Daiwa Capital Markets last week laid off three key people in its equity capital markets team in Asia, including the head of ECM for Asia Pacific ex-Japan, Jonathan Orders, sources say. The layoffs, which are said to have affected several other people in the team as well, come after the firm severely trimmed its equity sales and research staff in Asia in the first quarter of this year and raise questions about Daiwa’s commitment to its ECM business in the region.
Some suggest Daiwa has let go of the great majority of a team that consisted of 13 to 15 bankers, but according to one source, the cuts aren’t that extreme and the firm still has a team in Hong Kong and Singapore.
Daiwa, via an external public relations firm, declined to confirm any of the layoffs and also wouldn’t answer any other questions relating to its business in Asia. Daiwa Capital Markets is the investment banking arm of Japanese brokerage and financial services company Daiwa Securities Group.
In addition to Orders, Jackie Chien, who was head of equity syndicate for Asia-Pacific ex-Japan, and Oliver Nighjoy, head of equity-linked for the same region, both left the firm last week.
All three joined Daiwa Capital Markets in the past couple of years as the firm ramped up its investment banking division outside Japan with a stated aim of becoming one of the top investment banks in Asia. Its parent company, Daiwa Securities, outlined an expansion plan for Asia in November 2009, saying it intended to invest ¥100 billion ($1.15 billion at the time) to increase its headcount in the region to more than 1,100 by 2011. By July 2010 it had added more than 100 bankers which brought its total headcount in Asia to approximately 850.
However, Daiwa said late last year that it would cut 500 jobs outside Japan as continued losses forced it to slash costs and scale back its overseas expansion.
Progress in the ECM market has also been slow and since the beginning of 2011 Daiwa has worked on just over a handful of deals, including the first ever sale of Hong Kong depositary receipts by Japanese financial services group SBI Holdings in April last year.
In December last year it was a bookrunner on the IPOs for Beijing Jingneng Clean Energy and China Outfitters, which raised $244 million and $145 million respectively. And a couple of months earlier it was the sole arranger of a $105 million Hong Kong dollar-denominated convertible bond for Rexlot Holdings, a provider of systems, machinery and services for the lottery market in China. This was the first, and so far only, public Asian CB arranged by Daiwa since it bought KBC’s global CB distribution and secondary market platform in July 2010.
In April this year, Daiwa acted as the sole bookrunner for the $70 million IPO of Jingnan Group, a Chinese manufacturer of wires and cables for power transmissions, distribution systems and electrical equipment. And it is also among the 17 banks that are on a “short-list” for a mandate on Chinese insurer PICC’s upcoming IPO in Hong Kong.
Orders joined Daiwa Capital Markets at the end of September 2010 after an investment banking career of almost 30 years in Asia and Europe. He was formerly a managing director in the ECM division at Standard Chartered Bank Hong Kong and, prior to that, spent five years with HSBC in Hong Kong, originally as head of ECM for Asia-Pacific. He has also held senior positions in a similar capacity at NM Rothschild, Credit Suisse First Boston and Baring Brothers.
Just before he joined Daiwa, Orders was working with boutique corporate finance advisory firm Asia Pacific Advisers where he was a managing director.
Chien joined the Japanese firm in June 2011 to head up the equity syndicate desk. She joined after five years on the Asia syndicate desk at Citi. Before that she was with J.P. Morgan in Hong Kong for almost five years, focusing on equity origination.
Nighjoy came on board in April last year. At the time of the hire he had 10 years of equity-linked experience, most recently from Macquarie where he worked for five years as head of equity-linked for Asia. Before that he spent another five years in the Hong Kong CB team at Deutsche Bank. He has also worked with the Australian Securities Exchange.
Nighjoy left Macquarie in 2010 and had some time off from the industry before accepting the job with Daiwa.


**Required work:** Every record is to be printed exactly as written; pictures are to be omitted.

··········

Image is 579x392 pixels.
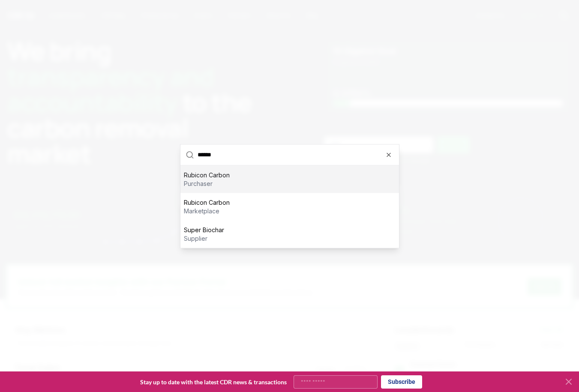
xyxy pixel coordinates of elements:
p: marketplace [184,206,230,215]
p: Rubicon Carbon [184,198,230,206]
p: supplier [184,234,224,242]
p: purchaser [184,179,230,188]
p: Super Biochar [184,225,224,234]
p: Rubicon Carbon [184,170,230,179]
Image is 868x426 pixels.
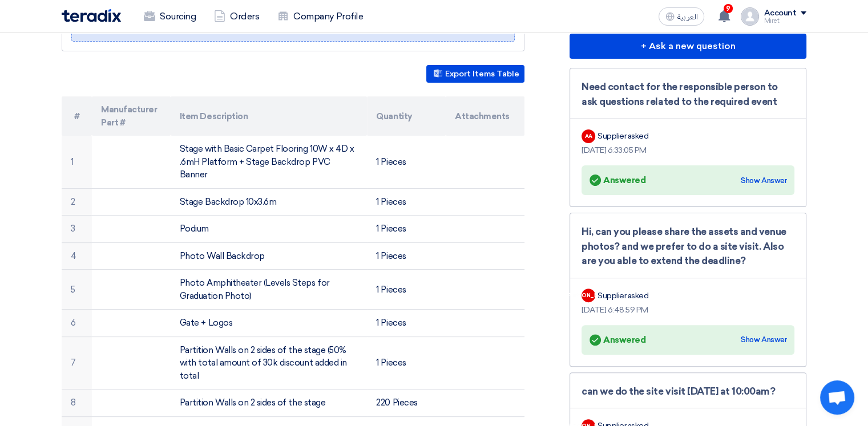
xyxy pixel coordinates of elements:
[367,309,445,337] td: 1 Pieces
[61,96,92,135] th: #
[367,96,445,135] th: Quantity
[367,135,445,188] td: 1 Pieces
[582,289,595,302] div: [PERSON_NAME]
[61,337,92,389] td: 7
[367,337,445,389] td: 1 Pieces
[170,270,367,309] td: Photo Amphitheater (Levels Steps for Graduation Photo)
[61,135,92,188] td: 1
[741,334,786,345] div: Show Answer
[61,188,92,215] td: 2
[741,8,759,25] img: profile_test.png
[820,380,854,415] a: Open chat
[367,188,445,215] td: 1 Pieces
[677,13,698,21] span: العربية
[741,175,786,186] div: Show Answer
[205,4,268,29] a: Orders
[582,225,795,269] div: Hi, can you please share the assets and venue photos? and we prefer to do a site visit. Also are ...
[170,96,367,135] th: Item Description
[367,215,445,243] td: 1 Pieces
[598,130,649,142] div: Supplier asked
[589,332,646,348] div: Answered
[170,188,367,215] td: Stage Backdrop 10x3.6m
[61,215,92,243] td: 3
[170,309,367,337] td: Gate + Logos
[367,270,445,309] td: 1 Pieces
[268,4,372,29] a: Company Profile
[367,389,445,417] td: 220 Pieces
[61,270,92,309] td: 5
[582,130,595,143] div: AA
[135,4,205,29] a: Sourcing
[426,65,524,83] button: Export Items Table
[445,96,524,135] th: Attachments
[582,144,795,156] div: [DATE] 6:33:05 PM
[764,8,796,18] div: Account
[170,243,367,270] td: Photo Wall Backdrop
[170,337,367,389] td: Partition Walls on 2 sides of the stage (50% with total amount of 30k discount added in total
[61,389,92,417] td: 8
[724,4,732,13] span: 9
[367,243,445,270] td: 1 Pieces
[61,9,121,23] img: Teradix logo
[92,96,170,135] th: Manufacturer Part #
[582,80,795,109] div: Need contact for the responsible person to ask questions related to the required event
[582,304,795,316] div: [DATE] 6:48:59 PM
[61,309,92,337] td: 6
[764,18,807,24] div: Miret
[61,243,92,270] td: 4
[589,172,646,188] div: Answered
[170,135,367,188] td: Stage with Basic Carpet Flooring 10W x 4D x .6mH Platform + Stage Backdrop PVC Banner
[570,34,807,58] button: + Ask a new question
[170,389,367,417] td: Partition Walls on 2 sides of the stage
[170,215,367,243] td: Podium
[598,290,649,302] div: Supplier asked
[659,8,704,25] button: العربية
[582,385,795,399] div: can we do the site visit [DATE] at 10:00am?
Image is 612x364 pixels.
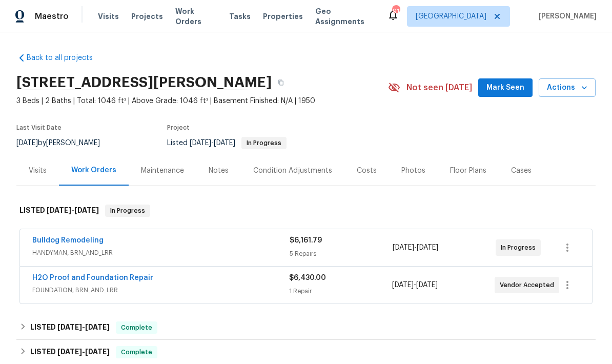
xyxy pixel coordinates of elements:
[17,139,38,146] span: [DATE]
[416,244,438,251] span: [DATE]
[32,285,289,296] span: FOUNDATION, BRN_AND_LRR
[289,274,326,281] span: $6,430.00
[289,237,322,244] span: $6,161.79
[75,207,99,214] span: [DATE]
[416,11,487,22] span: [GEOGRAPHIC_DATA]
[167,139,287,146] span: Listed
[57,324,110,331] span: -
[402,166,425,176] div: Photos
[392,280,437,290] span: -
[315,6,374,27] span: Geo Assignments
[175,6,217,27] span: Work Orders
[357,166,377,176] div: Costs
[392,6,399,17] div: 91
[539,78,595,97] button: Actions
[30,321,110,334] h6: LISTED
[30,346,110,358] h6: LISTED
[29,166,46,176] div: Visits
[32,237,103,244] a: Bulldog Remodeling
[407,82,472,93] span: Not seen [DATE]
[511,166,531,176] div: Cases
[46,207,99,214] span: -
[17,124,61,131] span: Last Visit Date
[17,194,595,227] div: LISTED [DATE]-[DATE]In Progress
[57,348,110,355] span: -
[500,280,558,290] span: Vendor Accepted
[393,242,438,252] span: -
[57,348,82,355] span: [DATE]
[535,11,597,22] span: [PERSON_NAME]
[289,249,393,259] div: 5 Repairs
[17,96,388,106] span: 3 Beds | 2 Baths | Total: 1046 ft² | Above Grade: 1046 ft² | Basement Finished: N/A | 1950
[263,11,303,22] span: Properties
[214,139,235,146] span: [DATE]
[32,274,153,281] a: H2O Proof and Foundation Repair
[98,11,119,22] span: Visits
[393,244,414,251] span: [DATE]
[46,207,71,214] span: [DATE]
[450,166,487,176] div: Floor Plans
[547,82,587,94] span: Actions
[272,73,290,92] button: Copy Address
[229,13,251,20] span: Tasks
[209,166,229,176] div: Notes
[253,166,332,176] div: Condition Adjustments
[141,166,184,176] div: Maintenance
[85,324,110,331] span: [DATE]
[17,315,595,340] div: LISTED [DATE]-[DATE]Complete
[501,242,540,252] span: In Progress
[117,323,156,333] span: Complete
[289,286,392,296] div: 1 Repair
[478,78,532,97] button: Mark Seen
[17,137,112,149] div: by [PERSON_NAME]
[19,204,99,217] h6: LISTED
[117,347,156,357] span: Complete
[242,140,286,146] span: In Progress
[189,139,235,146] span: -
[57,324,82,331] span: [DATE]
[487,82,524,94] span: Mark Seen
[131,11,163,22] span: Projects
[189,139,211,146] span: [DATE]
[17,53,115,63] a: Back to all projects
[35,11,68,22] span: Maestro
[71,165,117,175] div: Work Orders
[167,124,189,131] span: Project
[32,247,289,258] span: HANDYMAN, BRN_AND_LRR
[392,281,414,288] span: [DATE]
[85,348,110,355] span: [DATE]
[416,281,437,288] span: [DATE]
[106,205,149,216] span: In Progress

··········

**Solution to the exercise:**
Image is 579x392 pixels.
xyxy pixel coordinates of elements:
p: marketplace [184,206,230,215]
p: Rubicon Carbon [184,198,230,206]
p: supplier [184,234,224,242]
p: purchaser [184,179,230,188]
p: Super Biochar [184,225,224,234]
p: Rubicon Carbon [184,170,230,179]
Image is 868x426 pixels.
xyxy pixel coordinates of elements:
[367,309,445,337] td: 1 Pieces
[61,96,92,135] th: #
[367,96,445,135] th: Quantity
[367,135,445,188] td: 1 Pieces
[582,289,595,302] div: [PERSON_NAME]
[61,337,92,389] td: 7
[367,337,445,389] td: 1 Pieces
[170,270,367,309] td: Photo Amphitheater (Levels Steps for Graduation Photo)
[61,135,92,188] td: 1
[741,334,786,345] div: Show Answer
[61,188,92,215] td: 2
[741,8,759,25] img: profile_test.png
[820,380,854,415] a: Open chat
[367,188,445,215] td: 1 Pieces
[677,13,698,21] span: العربية
[741,175,786,186] div: Show Answer
[205,4,268,29] a: Orders
[582,225,795,269] div: Hi, can you please share the assets and venue photos? and we prefer to do a site visit. Also are ...
[170,96,367,135] th: Item Description
[367,215,445,243] td: 1 Pieces
[598,130,649,142] div: Supplier asked
[589,332,646,348] div: Answered
[170,188,367,215] td: Stage Backdrop 10x3.6m
[61,215,92,243] td: 3
[170,309,367,337] td: Gate + Logos
[367,270,445,309] td: 1 Pieces
[268,4,372,29] a: Company Profile
[367,389,445,417] td: 220 Pieces
[61,270,92,309] td: 5
[582,130,595,143] div: AA
[135,4,205,29] a: Sourcing
[426,65,524,83] button: Export Items Table
[445,96,524,135] th: Attachments
[582,144,795,156] div: [DATE] 6:33:05 PM
[764,8,796,18] div: Account
[170,243,367,270] td: Photo Wall Backdrop
[170,337,367,389] td: Partition Walls on 2 sides of the stage (50% with total amount of 30k discount added in total
[61,389,92,417] td: 8
[724,4,732,13] span: 9
[367,243,445,270] td: 1 Pieces
[61,9,121,23] img: Teradix logo
[92,96,170,135] th: Manufacturer Part #
[582,80,795,109] div: Need contact for the responsible person to ask questions related to the required event
[582,304,795,316] div: [DATE] 6:48:59 PM
[61,309,92,337] td: 6
[764,18,807,24] div: Miret
[61,243,92,270] td: 4
[589,172,646,188] div: Answered
[170,135,367,188] td: Stage with Basic Carpet Flooring 10W x 4D x .6mH Platform + Stage Backdrop PVC Banner
[570,34,807,58] button: + Ask a new question
[170,389,367,417] td: Partition Walls on 2 sides of the stage
[170,215,367,243] td: Podium
[598,290,649,302] div: Supplier asked
[659,8,704,25] button: العربية
[582,385,795,399] div: can we do the site visit [DATE] at 10:00am?
Image is 612x364 pixels.
xyxy pixel coordinates of elements:
[17,139,38,146] span: [DATE]
[416,244,438,251] span: [DATE]
[32,285,289,296] span: FOUNDATION, BRN_AND_LRR
[289,274,326,281] span: $6,430.00
[289,237,322,244] span: $6,161.79
[75,207,99,214] span: [DATE]
[416,11,487,22] span: [GEOGRAPHIC_DATA]
[167,139,287,146] span: Listed
[57,324,110,331] span: -
[402,166,425,176] div: Photos
[392,280,437,290] span: -
[315,6,374,27] span: Geo Assignments
[175,6,217,27] span: Work Orders
[357,166,377,176] div: Costs
[392,6,399,17] div: 91
[539,78,595,97] button: Actions
[30,321,110,334] h6: LISTED
[30,346,110,358] h6: LISTED
[29,166,46,176] div: Visits
[32,237,103,244] a: Bulldog Remodeling
[407,82,472,93] span: Not seen [DATE]
[511,166,531,176] div: Cases
[46,207,99,214] span: -
[17,124,61,131] span: Last Visit Date
[17,194,595,227] div: LISTED [DATE]-[DATE]In Progress
[57,348,110,355] span: -
[500,280,558,290] span: Vendor Accepted
[393,242,438,252] span: -
[57,348,82,355] span: [DATE]
[535,11,597,22] span: [PERSON_NAME]
[289,249,393,259] div: 5 Repairs
[17,96,388,106] span: 3 Beds | 2 Baths | Total: 1046 ft² | Above Grade: 1046 ft² | Basement Finished: N/A | 1950
[263,11,303,22] span: Properties
[214,139,235,146] span: [DATE]
[32,274,153,281] a: H2O Proof and Foundation Repair
[98,11,119,22] span: Visits
[393,244,414,251] span: [DATE]
[46,207,71,214] span: [DATE]
[450,166,487,176] div: Floor Plans
[547,82,587,94] span: Actions
[272,73,290,92] button: Copy Address
[229,13,251,20] span: Tasks
[209,166,229,176] div: Notes
[253,166,332,176] div: Condition Adjustments
[141,166,184,176] div: Maintenance
[85,324,110,331] span: [DATE]
[17,315,595,340] div: LISTED [DATE]-[DATE]Complete
[501,242,540,252] span: In Progress
[117,323,156,333] span: Complete
[289,286,392,296] div: 1 Repair
[478,78,532,97] button: Mark Seen
[17,137,112,149] div: by [PERSON_NAME]
[19,204,99,217] h6: LISTED
[117,347,156,357] span: Complete
[242,140,286,146] span: In Progress
[189,139,235,146] span: -
[57,324,82,331] span: [DATE]
[487,82,524,94] span: Mark Seen
[131,11,163,22] span: Projects
[189,139,211,146] span: [DATE]
[17,53,115,63] a: Back to all projects
[35,11,68,22] span: Maestro
[71,165,117,175] div: Work Orders
[167,124,189,131] span: Project
[32,247,289,258] span: HANDYMAN, BRN_AND_LRR
[392,281,414,288] span: [DATE]
[85,348,110,355] span: [DATE]
[416,281,437,288] span: [DATE]
[106,205,149,216] span: In Progress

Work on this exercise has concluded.